We for don get this for 2022: Stop to think about where AI dey optimize your network. Start to think about wetin new markets AI dey let you serve wey you no fit serve before. The answer, for most telecom operators, involve selling AI-driven services to enterprises for healthcare, financial services, and manufacturing. E involve building proprietary models wey dem train on telecom unique data. E involve competing with OpenAI and Anthropic, no be to partner with dem. That no be comfortable message for most CIOs for 2022. E for don mean bigger budgets, faster hiring, longer payback periods. E for don mean to treat AI as business transformation, no be cost reduction initiative. Most telcos choose comfort. Four years later, dem dey pay for am.

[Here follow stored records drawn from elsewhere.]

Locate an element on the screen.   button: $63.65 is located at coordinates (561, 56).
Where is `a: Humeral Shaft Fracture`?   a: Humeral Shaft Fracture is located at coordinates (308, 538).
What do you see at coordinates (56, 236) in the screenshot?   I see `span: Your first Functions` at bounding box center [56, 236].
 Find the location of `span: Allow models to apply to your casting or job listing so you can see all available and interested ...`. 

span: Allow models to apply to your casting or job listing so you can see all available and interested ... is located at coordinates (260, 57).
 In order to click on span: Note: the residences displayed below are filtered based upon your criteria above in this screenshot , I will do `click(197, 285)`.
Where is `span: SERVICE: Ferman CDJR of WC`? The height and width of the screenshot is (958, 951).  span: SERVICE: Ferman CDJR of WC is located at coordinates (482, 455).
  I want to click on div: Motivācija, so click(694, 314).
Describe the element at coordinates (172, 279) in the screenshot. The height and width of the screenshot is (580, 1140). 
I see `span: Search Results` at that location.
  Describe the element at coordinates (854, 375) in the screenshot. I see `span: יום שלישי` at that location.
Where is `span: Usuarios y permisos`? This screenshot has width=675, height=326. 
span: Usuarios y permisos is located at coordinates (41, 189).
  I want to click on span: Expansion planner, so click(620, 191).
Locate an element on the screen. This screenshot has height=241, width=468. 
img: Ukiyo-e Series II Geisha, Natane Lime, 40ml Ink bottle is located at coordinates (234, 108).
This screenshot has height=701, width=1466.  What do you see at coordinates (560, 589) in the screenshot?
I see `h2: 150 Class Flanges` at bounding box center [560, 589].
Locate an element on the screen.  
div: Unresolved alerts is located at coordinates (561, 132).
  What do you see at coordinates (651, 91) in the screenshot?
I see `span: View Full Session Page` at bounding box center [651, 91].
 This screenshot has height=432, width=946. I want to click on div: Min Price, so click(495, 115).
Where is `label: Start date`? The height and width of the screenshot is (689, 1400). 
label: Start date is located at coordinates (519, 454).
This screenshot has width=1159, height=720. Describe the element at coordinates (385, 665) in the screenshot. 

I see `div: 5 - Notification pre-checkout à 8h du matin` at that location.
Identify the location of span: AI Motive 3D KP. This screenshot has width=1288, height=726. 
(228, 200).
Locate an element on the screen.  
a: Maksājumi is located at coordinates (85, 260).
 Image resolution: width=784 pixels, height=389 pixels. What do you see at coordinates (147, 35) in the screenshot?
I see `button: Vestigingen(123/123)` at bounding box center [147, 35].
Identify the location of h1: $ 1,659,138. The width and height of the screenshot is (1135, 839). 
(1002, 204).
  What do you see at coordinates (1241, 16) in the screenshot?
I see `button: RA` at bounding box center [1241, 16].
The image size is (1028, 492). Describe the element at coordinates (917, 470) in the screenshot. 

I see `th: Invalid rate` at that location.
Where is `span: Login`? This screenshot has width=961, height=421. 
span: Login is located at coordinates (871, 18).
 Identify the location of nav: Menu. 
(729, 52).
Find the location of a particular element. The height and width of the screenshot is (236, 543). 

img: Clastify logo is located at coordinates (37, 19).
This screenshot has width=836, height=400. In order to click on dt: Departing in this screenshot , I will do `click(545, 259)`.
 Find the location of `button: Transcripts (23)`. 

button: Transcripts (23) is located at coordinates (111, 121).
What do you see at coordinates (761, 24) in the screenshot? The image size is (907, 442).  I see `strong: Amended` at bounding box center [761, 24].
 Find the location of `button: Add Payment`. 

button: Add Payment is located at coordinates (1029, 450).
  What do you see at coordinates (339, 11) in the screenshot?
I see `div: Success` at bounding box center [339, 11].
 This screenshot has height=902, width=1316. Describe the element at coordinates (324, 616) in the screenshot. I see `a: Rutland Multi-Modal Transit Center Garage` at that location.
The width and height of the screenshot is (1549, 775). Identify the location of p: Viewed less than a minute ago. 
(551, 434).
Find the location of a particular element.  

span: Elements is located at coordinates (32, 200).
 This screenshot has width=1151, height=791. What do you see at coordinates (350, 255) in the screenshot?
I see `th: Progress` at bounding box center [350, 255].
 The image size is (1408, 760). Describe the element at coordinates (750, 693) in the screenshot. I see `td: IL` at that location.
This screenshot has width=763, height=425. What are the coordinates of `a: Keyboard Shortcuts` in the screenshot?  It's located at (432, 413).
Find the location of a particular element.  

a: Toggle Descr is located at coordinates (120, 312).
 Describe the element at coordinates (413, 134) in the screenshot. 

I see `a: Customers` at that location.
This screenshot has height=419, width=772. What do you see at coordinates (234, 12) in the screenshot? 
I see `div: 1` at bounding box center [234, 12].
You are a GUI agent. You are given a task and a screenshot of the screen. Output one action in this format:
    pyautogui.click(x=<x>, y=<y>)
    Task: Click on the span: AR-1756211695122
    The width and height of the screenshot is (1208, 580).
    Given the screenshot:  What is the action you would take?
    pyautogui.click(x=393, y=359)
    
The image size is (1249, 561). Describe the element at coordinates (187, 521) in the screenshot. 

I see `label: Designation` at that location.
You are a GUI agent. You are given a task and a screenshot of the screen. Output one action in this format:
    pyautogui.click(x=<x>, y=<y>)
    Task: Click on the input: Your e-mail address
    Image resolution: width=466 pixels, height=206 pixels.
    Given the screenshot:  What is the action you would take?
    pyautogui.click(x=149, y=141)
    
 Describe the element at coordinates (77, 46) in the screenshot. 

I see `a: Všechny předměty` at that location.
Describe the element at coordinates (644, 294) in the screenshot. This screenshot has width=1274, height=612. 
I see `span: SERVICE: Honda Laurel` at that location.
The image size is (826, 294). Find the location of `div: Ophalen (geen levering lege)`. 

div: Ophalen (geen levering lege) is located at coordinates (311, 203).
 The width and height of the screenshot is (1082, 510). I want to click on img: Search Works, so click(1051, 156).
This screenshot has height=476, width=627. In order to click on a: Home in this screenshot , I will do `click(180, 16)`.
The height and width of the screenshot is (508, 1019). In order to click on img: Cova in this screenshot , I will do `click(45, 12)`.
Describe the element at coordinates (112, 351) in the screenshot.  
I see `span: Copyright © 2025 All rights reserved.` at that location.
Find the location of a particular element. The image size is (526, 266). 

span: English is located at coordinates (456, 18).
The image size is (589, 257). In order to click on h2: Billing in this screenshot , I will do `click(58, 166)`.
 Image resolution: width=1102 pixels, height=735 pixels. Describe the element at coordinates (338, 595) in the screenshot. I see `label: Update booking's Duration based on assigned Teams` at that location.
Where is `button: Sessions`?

The hard truth na say transformation advice na only valuable if e contrarian enough to move the needle and grounded enough to execute. For 2022, we fail on the first dimension. We too near consensus, too focus on de-risking, too comfortable with incremental thinking. Clients no need expensive consultant to tell dem wetin their IT vendors dey already sell. Dem need person to tell dem say the industry been go realign around entirely different economics. That person for don be me. E no be.

If you dey run telecom operator today, here na the three questions to ask yourself for 2026: First, we get standalone AI business unit with im own P&L and board accountability? Second, we dey hire more ML engineers and product managers pass network engineers? Third, our biggest revenue deals now dey driven by AI capabilities instead of connectivity and infrastructure? If you answer 'no' to all three, you dey for the operational tail of this transformation. You still get time to catch up, but the window dey close. The ones wey move with mind between 2023 and 2025 don build unfair advantages. The ones wey no do dey about to find out wetin real disruption be.

The real lesson no be about getting AI predictions right. Na about recognizing when an industry central question don shift. For 2022, telecom question na 'How we go stay relevant?' By 2024, the question don become 'Wetin new market we go own with AI?' By 2026, e don become 'We fit compete with pure-play AI companies?' Four years na long time for technology. Make sure say you dey answer the question wey the industry dey ask today, no be the one wey e dey ask three years ago. Na that insight we for don offer my clients. Na that insight we dey offer now.

For more articles visit our website: telcotank.com

Hakan Dulge

Founder & Managing Director, Telcotank. 20+ years for telecom transformation, AI strategy, and digital infrastructure advisory.